Back in the summer of 2002 I made a significant but little-known impact on the Foreign Office’s posting policy. I think.
Mulling over the tragedy of my career I asked my PA to crunch the numbers for me. She took the top forty names in the FCO, added up all their postings, and made a chart to show where there real expertise lay. The fascinating findings were something like this:
- there are nearly 200 countries in the world, depending on how one defines various micro-states, the Vatican and so on
- my top FCO colleagues as of 2002 had been posted to only 41 of them
- together they had had some 180 postings in their various distinguished careers
- but 112 or so of those postings had been to only five places: Paris, Washington, Bonn/Berlin, Brussels, Tokyo
- so their careers had been heavily skewed away from breadth of global and operational hands-on diplomatic experience
- and if one looked at the world’s (then) troubled hot spots as described in the newspapers, almost no single senior FCO officer had had any personal experience of them at all
I wrote all this up in a terse memo, pointing out that this was not too surprising in some ways – for much of our careers there had been notably fewer countries anyway (no broken-up Soviet Union or Yugoslavia).
Plus the analysis showed that there were in fact two sorts of diplomats.
Senior folk who very skilfully haggled over and negotiated the rules of global order based comfortably, plumply and safely in Big Capitals, the UN/EU/NATO etc.
And the more junior less well rewarded poor sods (like eg me) who had to go out on the street to try to implement these rules in dangerous tricky uncomfortable places such as Bosnia, Africa, parts of Latin America, the Middle East and so on.
This had several effects, one of which was that the people actually on the ground in Hot Spots often had no real clout/authority/profile back home at a high level.

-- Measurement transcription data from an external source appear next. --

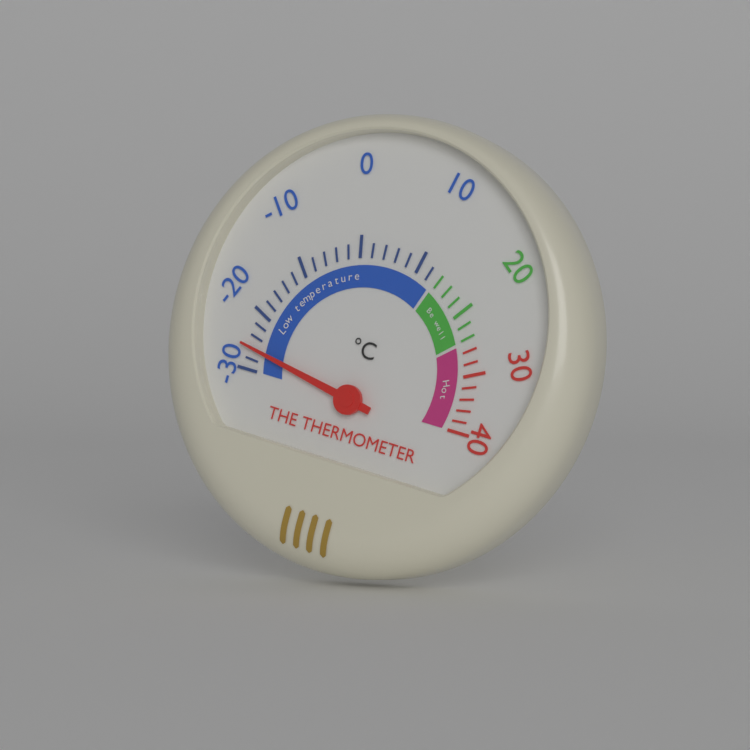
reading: -26 °C
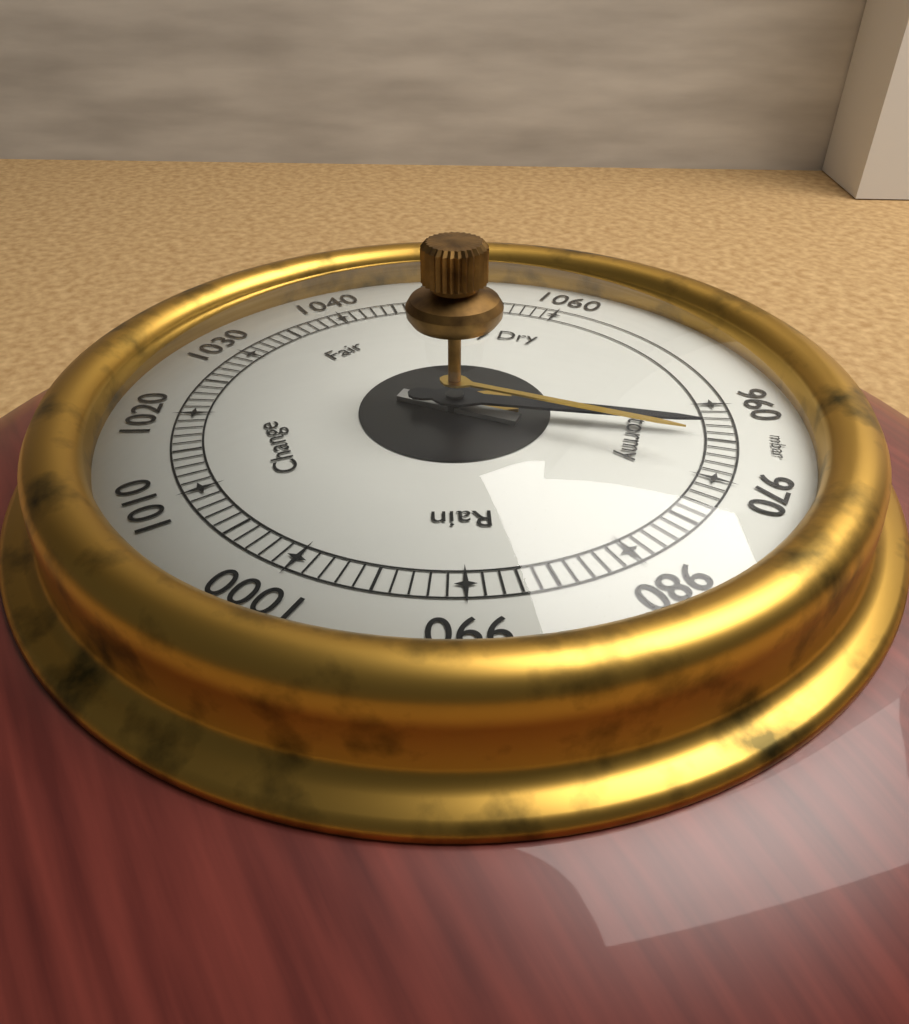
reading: 964 mbar
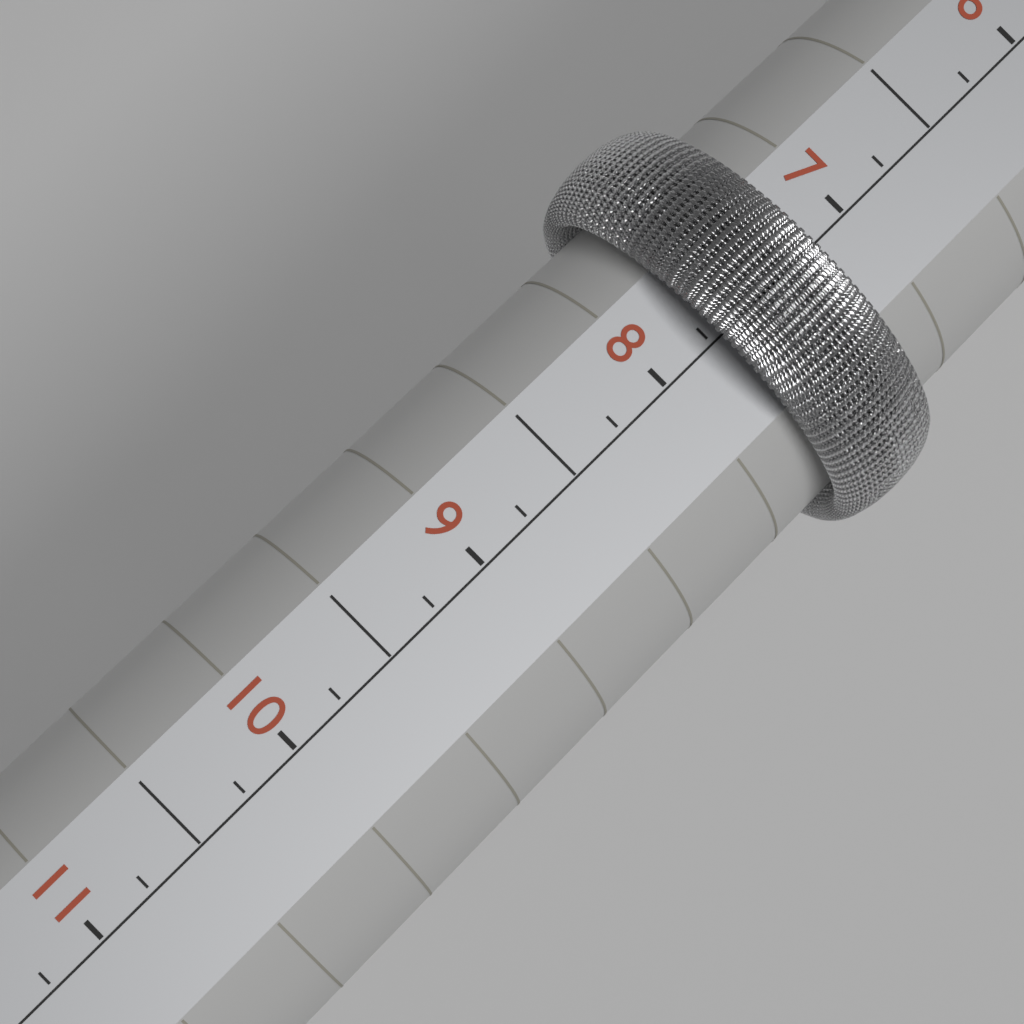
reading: 7.75 (no unit)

Exactly the wrong way to have things set up for maximising our chances of achieving operational objectives in places where things were most difficult and where large sums of public money were being spent.

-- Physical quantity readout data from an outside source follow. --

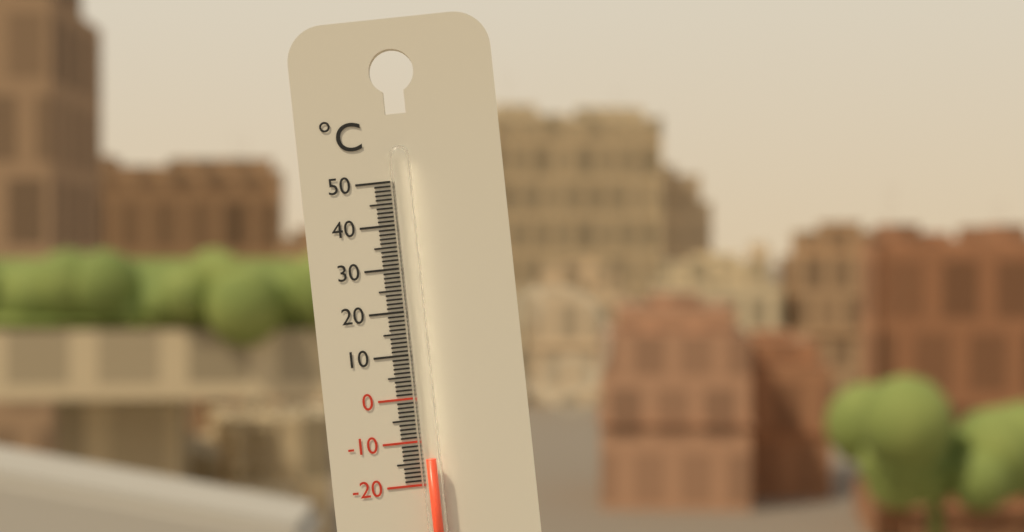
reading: -14 °C
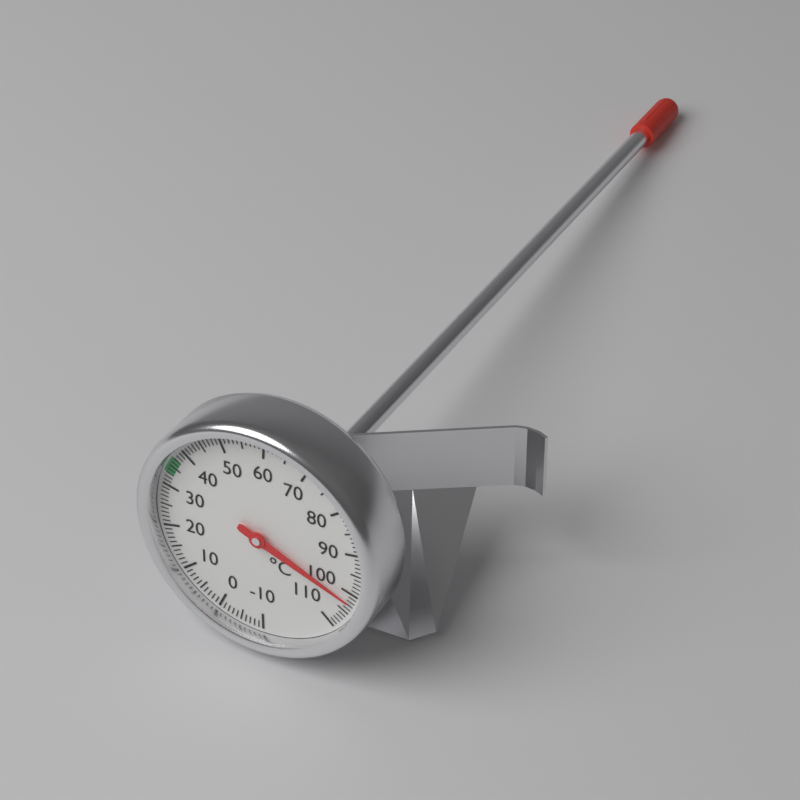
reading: 102 °C
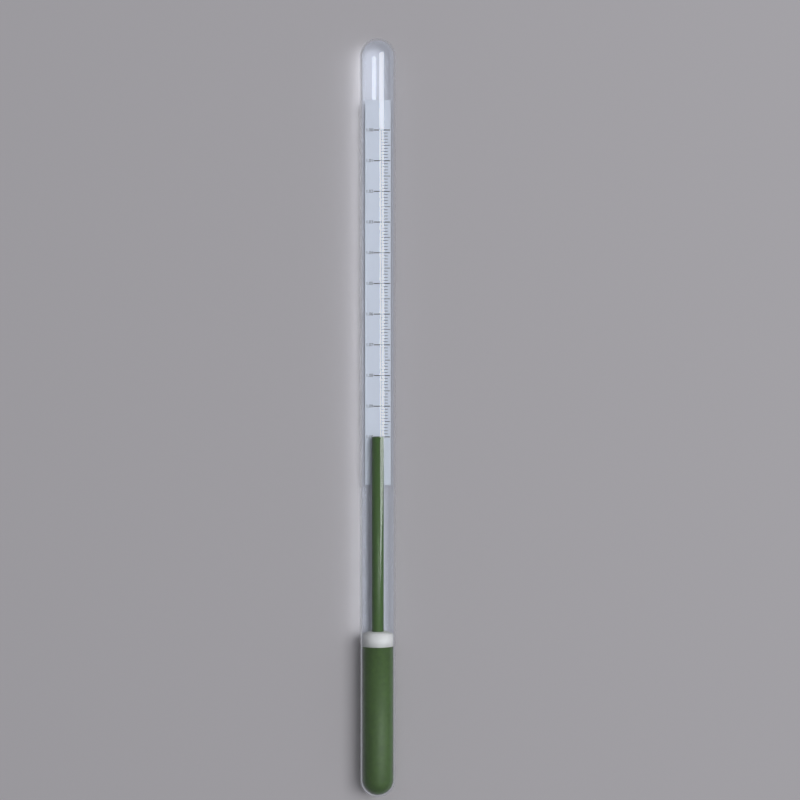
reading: 1.100 (no unit)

Maybe it made sense to take a hard look at this to ensure that no-one reached the top of the FCO without having experienced recently a lot more of the dirty work to see how things actually happened? No point in having people grandly pronouncing on policies far away from the problem and devising schemes which in the messy violent reality simply might not work or even might make things worse?

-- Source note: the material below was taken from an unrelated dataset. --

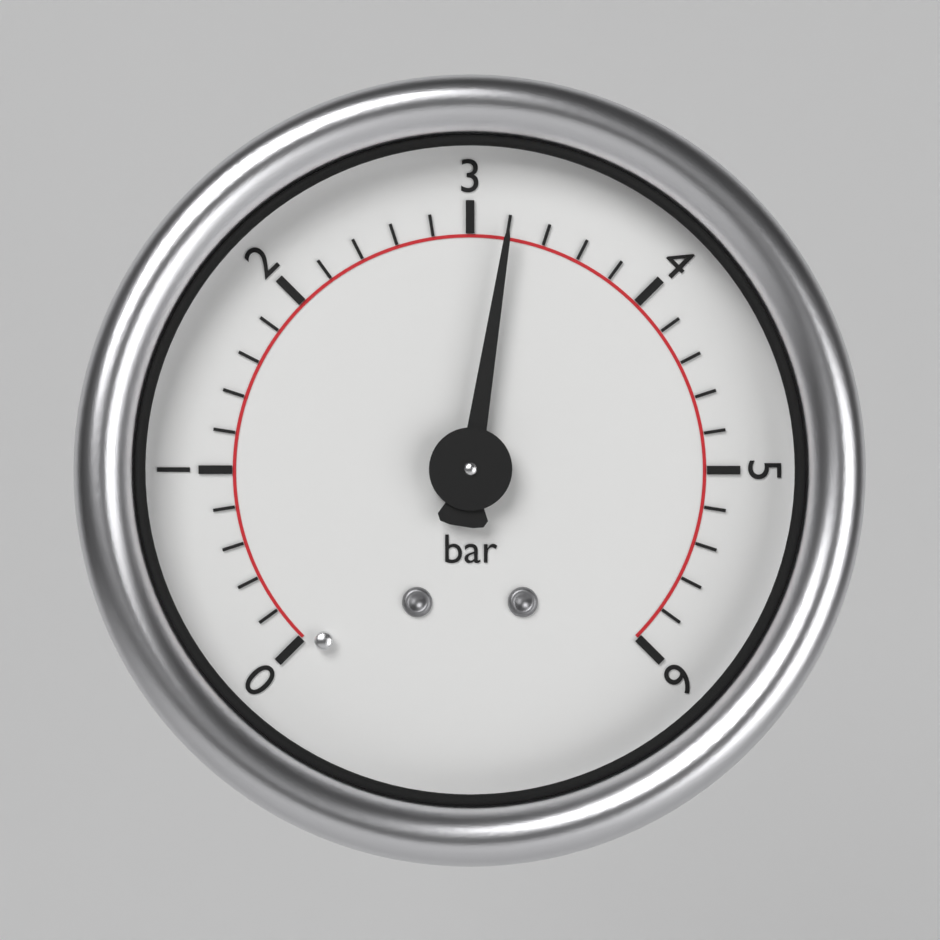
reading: 3.2 bar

I fed in this piece of paper quietly to the very top of the FCO. And, by magic or by coincidence (probably the latter), things started to change. We now have an FCO Top Gun Sherard Cowper-Coles heading a very tough Embassy in Kabul, sent there after being HM Ambassador in Saudi Arabia – that would never have happened when I was growing up.
Always a good question when a politician or senior diplomat starts talking eloquently about another country: "how much time have you yourself spent there?"